(Blind Allies)



#interview with the vampire#iwtv#the vampire armand#assad zaman


seen from Canada
seen from United States
seen from United States
seen from China
seen from Japan
seen from Japan

seen from United States

seen from Pakistan
seen from Türkiye

seen from United States
seen from Germany

seen from United States

seen from Kosovo
seen from Philippines
seen from United States
seen from Colombia
seen from United States

seen from Canada
seen from United States

seen from United Kingdom
(Blind Allies)
10 track album
OUT NOW! Grab your copy! Fantastic album!
Krypton 81 - SIGINT [Bass Agenda Recordings]
SIGINT takes you on a journey, suspending your physical being in stasis as it draws your other being in through the input port of a highly developed AI. Once inside, electronic pulses and barely visible wires cradle you and transport you from module to module; taking in dark warnings of a future gone wrong, punchy beats and true Electro dynamics; occasionally bathing you in its blue light before returning you to your earthly form. But are you still you now? Or did part of the code embed in you whilst you were being processed? Video mash-up by me. http://bassagendarecordings.bandcamp.com/album/krypton-81-sigint
Available to pre-order now. Krypton 81 - SIGINT....limited CD.Bass Agenda Recordings welcomes Danish duo Krypton 81 to the family with their full length album SIGINT; 9 tracks of classy, dsytopian, sci-fi fueled authentic Electro.SIGINT takes you on a journey, suspending your physical being in stasis as it draws your other being in through the input port of a highly developed AI. Once inside, electronic pulses and barely visible wires cradle you and transport you from module to module; taking in dark warnings of a future gone wrong, each message laced with punchy beats and true Electro dynamics; occasionally bathing you in its blue light before returning you to your earthly form.But are you still you now? Or did part of the code embed in you whilst you were being processed?
How Old Is Water? Krypton Analysis Helps Scientists Unravel H20′s Life Story
By Matthew Van Dusen
How old is the water in your drinking glass? What about the ice cubes floating in it? Any answer is bound to make reference to the water cycle (evaporate, rain, repeat). Still, for most practical purposes, water is both eternal and constantly replenished.
But when water flows underground or freezes into glacial ice, a clock starts ticking from the moment it loses contact with the air. In order to read the time, scientists must trap and count almost infinitesimally small quantities of the radioactive isotope krypton 81. Physicist Zheng-Tian Lu and his team at the U.S. Department of Energy’s Argonne National Laboratory outside of Chicago have honed the technique, called Atom Trap Trace Analysis (ATTA), over more than a decade and successfully used it to map the flow of water in the Nubian Aquifer, two miles beneath the Sahara Desert.
The Nubian Aquifer and ages of water. Courtesy Argonne National Laboratory
If scientists can determine how long water has been in an underground aquifer, they’ll know how fast it travels and how fast it can be replenished in certain areas – critical information in desert climates where the population depends on groundwater. Krypton 81 can help tell water’s story. Dating glacial ice, a new frontier for the technology, can tell scientists about the atmosphere hundreds of thousands of years ago.
As the technology improves, radio-krypton dating is set to become part of the scientist’s toolkit, going far beyond the range of carbon 14 dating to pinpoint the age of samples 150,000 – 1.5 million years old. But the journey to this discovery has been slow.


_Your objective_
Everything from the line containing "Find the location" through the last line of the data below is to be retyped exactly, apart from the pictures.
##########
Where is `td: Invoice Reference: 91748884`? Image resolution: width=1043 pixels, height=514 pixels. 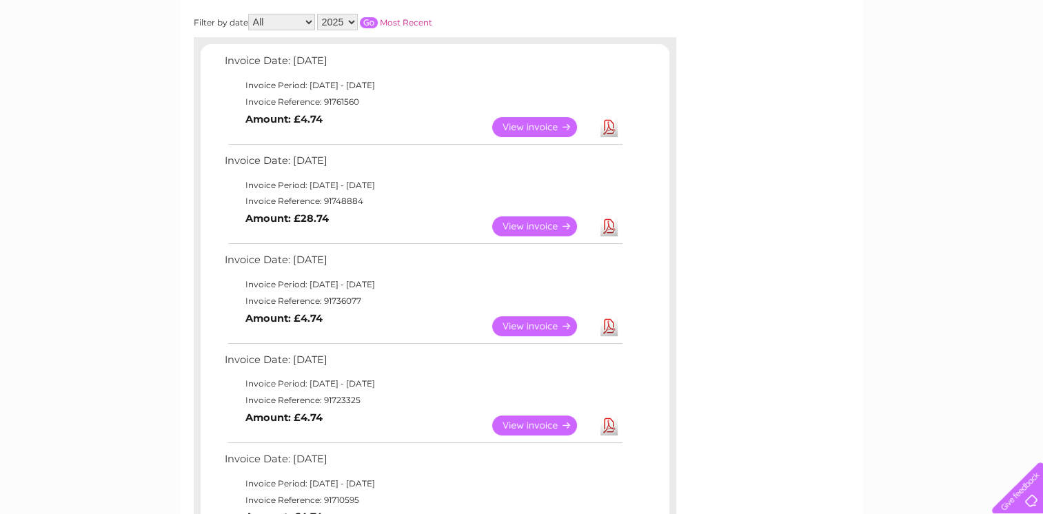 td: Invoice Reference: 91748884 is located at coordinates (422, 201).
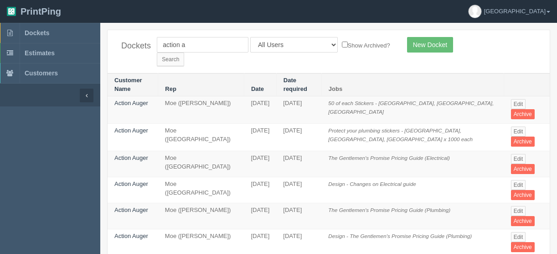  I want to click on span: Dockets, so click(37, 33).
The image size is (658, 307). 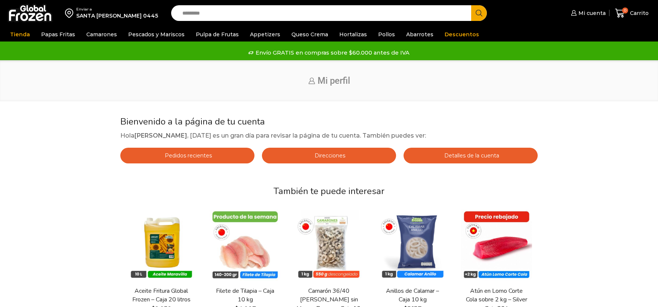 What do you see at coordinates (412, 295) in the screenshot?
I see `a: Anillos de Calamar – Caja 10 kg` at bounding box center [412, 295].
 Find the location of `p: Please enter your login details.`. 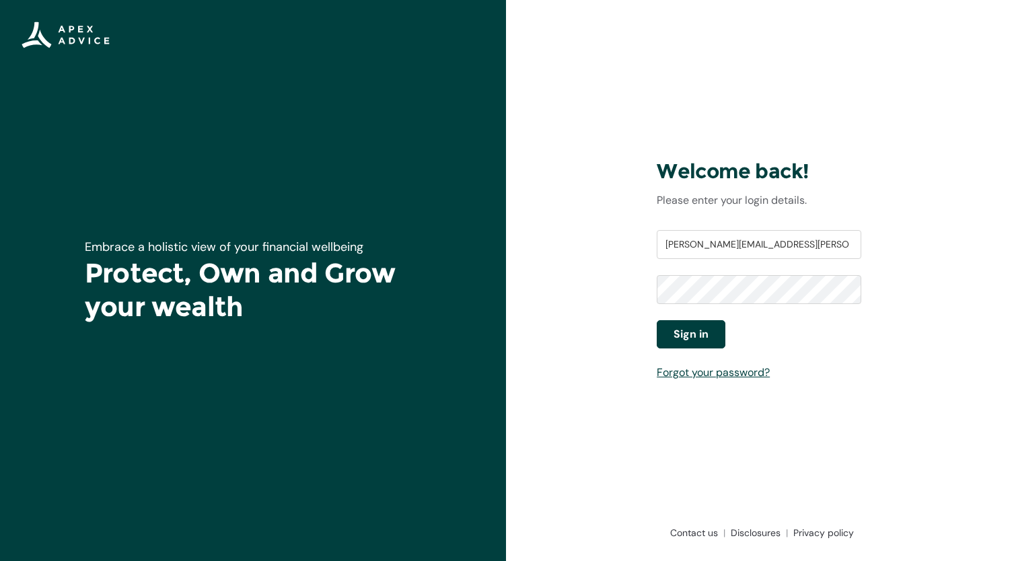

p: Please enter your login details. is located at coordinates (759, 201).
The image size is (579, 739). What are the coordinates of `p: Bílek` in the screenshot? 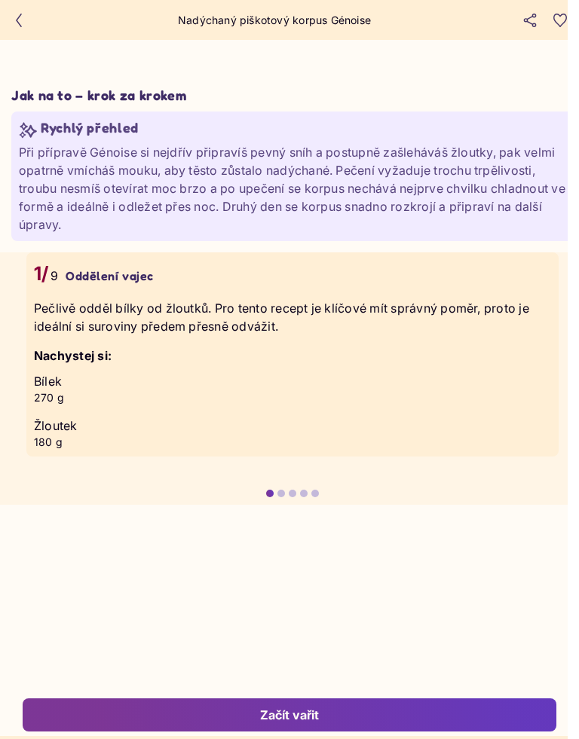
##########
_Answer_
 Find the location of `p: Please enter your login details.`. 

p: Please enter your login details. is located at coordinates (759, 201).
The image size is (579, 739). What are the coordinates of `p: Bílek` in the screenshot? 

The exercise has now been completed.